The Job. Actually, the story of the four flyers had been told before; a Birmingham newspaper carried an account on May 4, 1961 that was picked up by the Associated Press. It passed almost unnoticed at the time, and it is a mark of the steadily heightening tensions over Cuba that it should have caused a commotion last week.

All four flyers were Alabamans, residents of the Birmingham area and onetime employees of the Hayes Aircraft Corp. there. Riley Shamburger, 36, was a major in the Alabama Air National Guard and a World War II veteran, with more than 12,000 flying hours. Thomas Willard Ray, 30, was a former Air Force staff sergeant. Leo Baker, 35, had been an Air Force tech sergeant and a flight engineer for Hayes.

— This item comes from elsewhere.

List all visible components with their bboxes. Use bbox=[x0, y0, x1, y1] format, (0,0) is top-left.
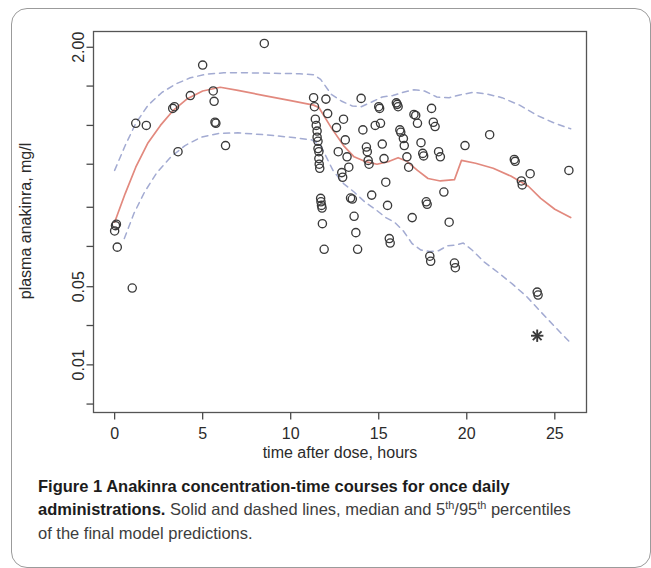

Wade Carroll Gray, 38, had been a Hayes test pilot.

The four were approached just after New Year's, 1961, by Miami Attorney Alex E. Carlson, 38, head of a firm known as the Double-Check Corp.—ostensibly an aviation procurement company (the U.S. Central Intelligence Agency last week was busily denying that it had anything to do with it). The Alabamans and at least 14 other recruits were given contracts to go to Central America and train Cuban exiles in flying B-26s. As it turned out, they were to do a job that a lot of U.S. citizens wish many more Americans had been involved in.

"Where Is My Son?" The pay was good. Shamburger, as a pilot, got about $2,100 a month; the others received $1,900. The four Alabamans left their homes in mid-January, telling their families that their mission was secret. In proper cloak-and-dagger style, their mail was sent and received through a general-delivery box in Chicago. Most of them returned to Birmingham only once, for a single day in March. The next month came the invasion. According to Mansfield, the four volunteered to replace exhausted Cuban pilots during the Bay of Pigs struggle, and were killed when their bomber was shot down by Cuban T-33 jets.